The Government and media have traded blows over reports on how Downing Street prepared for the onset of the Covid-19 crisis.
A Sunday Times Insight report claimed to have unearthed a picture of Britain sleepwalking into disaster during the first 38 days of emergency.
The report, quoting government advisors, revealed that the Prime Minister Boris Johnson did not attend some early COBRA meetings and that vital Personal Protection Equipment (PPE) had been shipped to China at that time.
But the report has been criticised by the government, with Minister Michael Gove labelling it as ‘not fair reporting.’ This morning the government went so far as to issue a 14-point document rebutting claims made by the ST report.
When questioned about The Sunday Times’ Insight report ‘38 days when Britain sleepwalked into disaster’ on the Andrew Marr Show on BBC, Gove rejected the depiction of COBRA meetings.
The minister said he disagreed with the ‘characterisation’ and ‘narrative’ created by journalists scrutinising the UK preparations in advance of the virus becoming a pandemic.
“The characterisation of COBRA in the Sunday Times report suggesting that it always has military staff in there and so on, is not true. COBRA meetings are led by the relevant Secretary of State in the relevant area […] it would be the case the Health Secretary was chairing”
“So, you can take a single fact, wrench it out of context, whip it up in order to try to create a J’accuse narrative but that is not fair reporting.”
The report shone a light on the Prime Minister’s decision to spend two weeks over the February half term with his fiancée Carrie Symonds at the country retreat Chevening rather than attend meetings. The ST report quoted a senior advisor to Downing Street who criticised the Prime Minister’s lack of attendance at meetings: ‘there was a real sense that he didn’t do urgent crisis planning’, the advisor told the ST.
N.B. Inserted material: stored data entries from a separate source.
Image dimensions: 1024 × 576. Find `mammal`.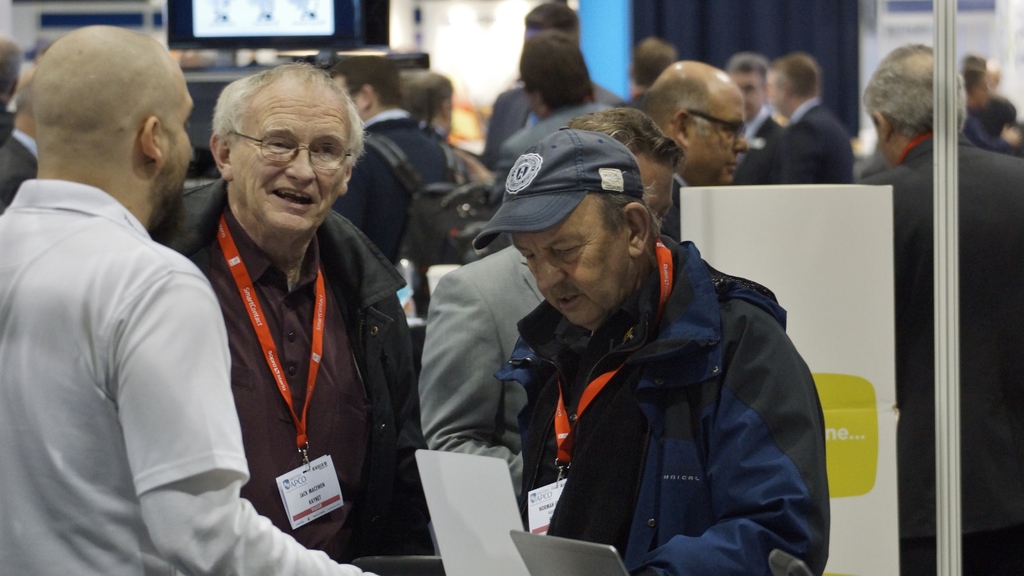
l=774, t=47, r=866, b=186.
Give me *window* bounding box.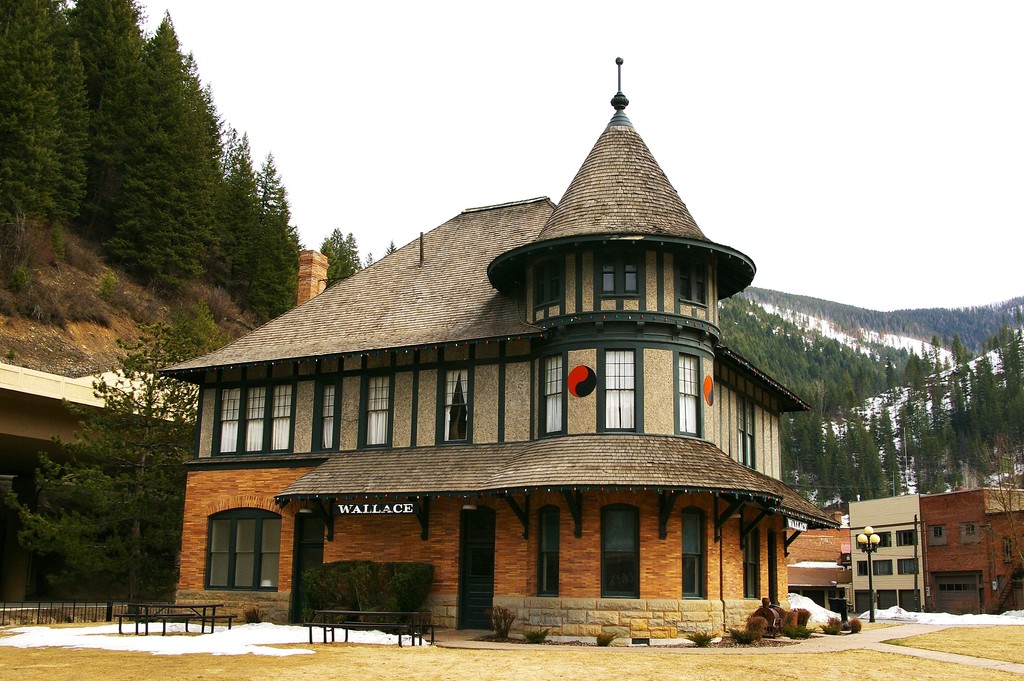
860,530,894,551.
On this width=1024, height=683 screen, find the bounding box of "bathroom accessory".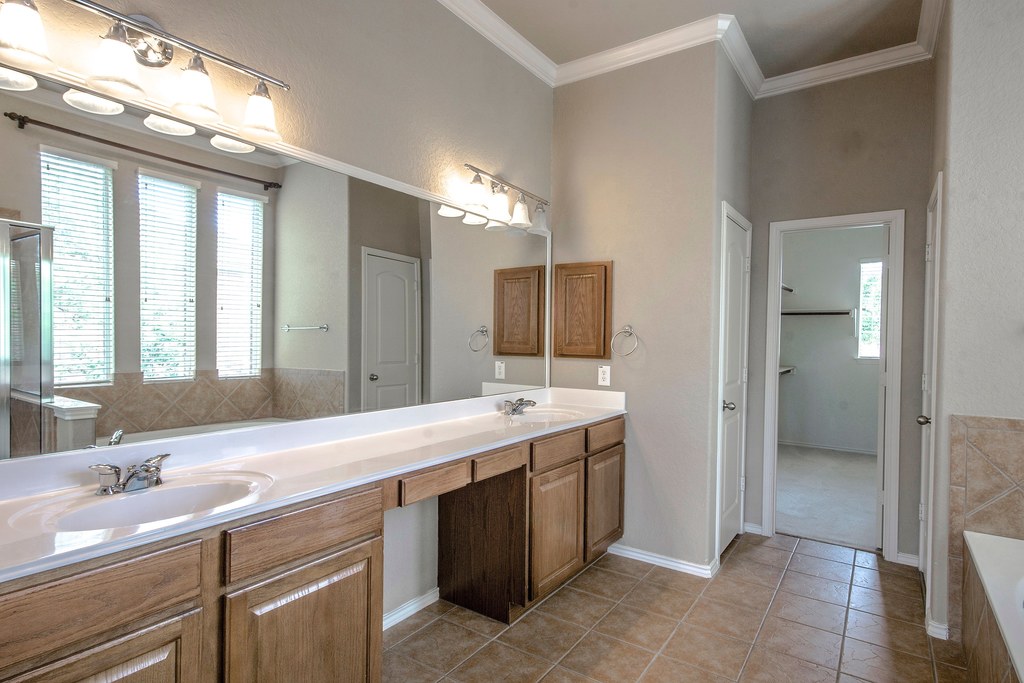
Bounding box: crop(609, 322, 644, 358).
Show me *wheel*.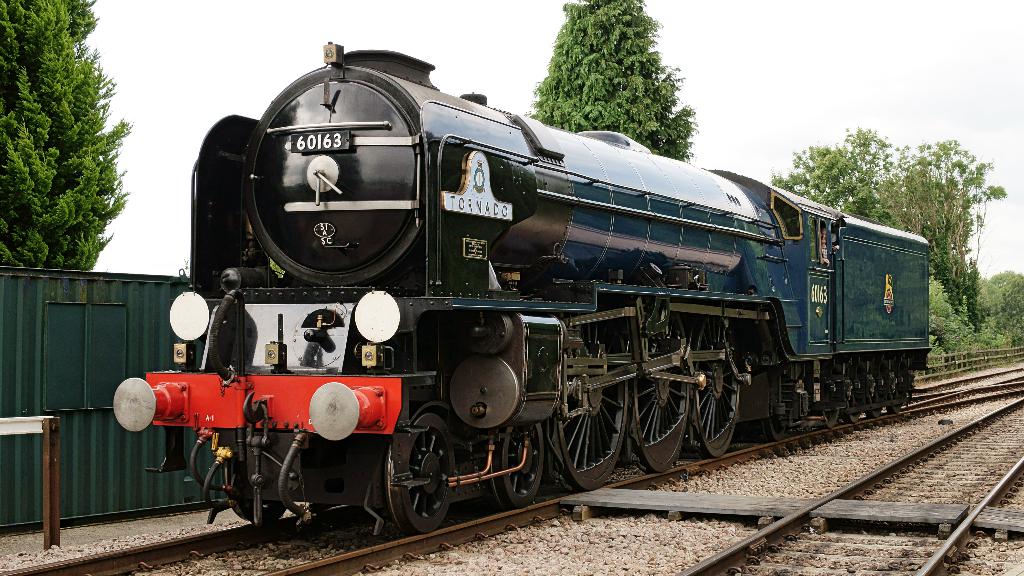
*wheel* is here: <bbox>381, 397, 454, 547</bbox>.
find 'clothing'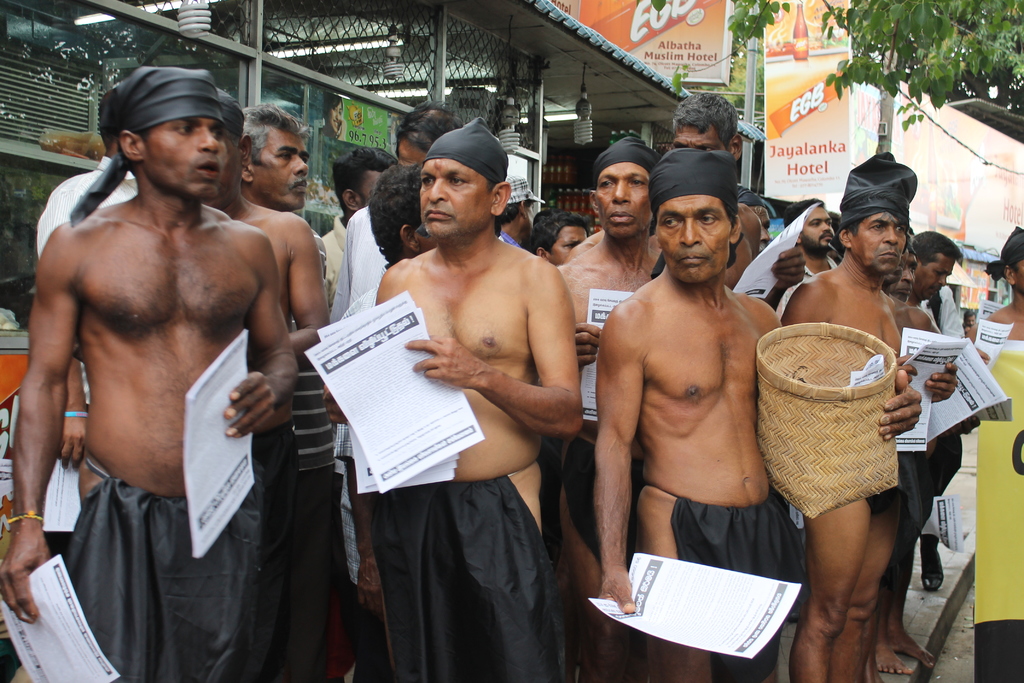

When asked about whether he felt an ‘embarrassed shudder of recognition’ when he read the Insight report, Gove said:
“No, I didn’t actually […] I thought it was a little off beam […] because there are a number of things in that response that are wrong; the characterisation of COBRA is wrong.”
When asked by Marr about why the PM did not attend five COBRA meetings, Gove responded:
“He didn’t but then he wouldn’t because most COBRA meetings don’t have the Prime Minister attending them – that is the whole point. The characterisation of COBRA in the Sunday Times report suggesting that it always has military staff in there and so on, is not true. COBRA meetings are led by the relevant Secretary of State in the relevant area […] it would be the case the Health Secretary would chair them […] The Prime Minister is aware of all of these decisions and takes some of these decisions.”
When asked about the UK sending 273,000 pieces of PPE to China in February, Gove added:
“Again, if you take that single fact and say ‘Oh look we’ve been running down our stocks’, then you create a particular narrative, you create a particular sense and what it doesn’t do, is it doesn’t do justice actually to the fact that the Chinese authorities, the Chinese government have responded very generously to our support by giving us far more personal protective equipment than we gave them.
“So, if you wrench facts out of context in order to create a particular – as I say – prosecution case, you can do that, but it doesn’t do justice to the whole story.”
Gove said he found it ‘grotesque’ that the Prime Minister should be portrayed as not caring about this crisis.
The question of why the Prime Minister did not attend a number of COBRA meetings was also raised by BBC Breakfast presenter Louise Minchin with Culture Secretary Oliver Dowden this morning.
Dowden replied: “It is perfectly normal for other ministers, appropriate Secretaries of State to chair COBRA. […] In the early stages it was chaired by the Health Secretary, that’s exactly what you would expect. That doesn’t mean the Prime Minister’s not engaged. […] As the crisis progressed, he then took over chairing it, that’s a normal course of events.”
Former chief government science advisor David King told Sky News he could not recall a COBRA meeting during his time that was not chaired by the then prime minister – Tony Blair or Gordon Brown.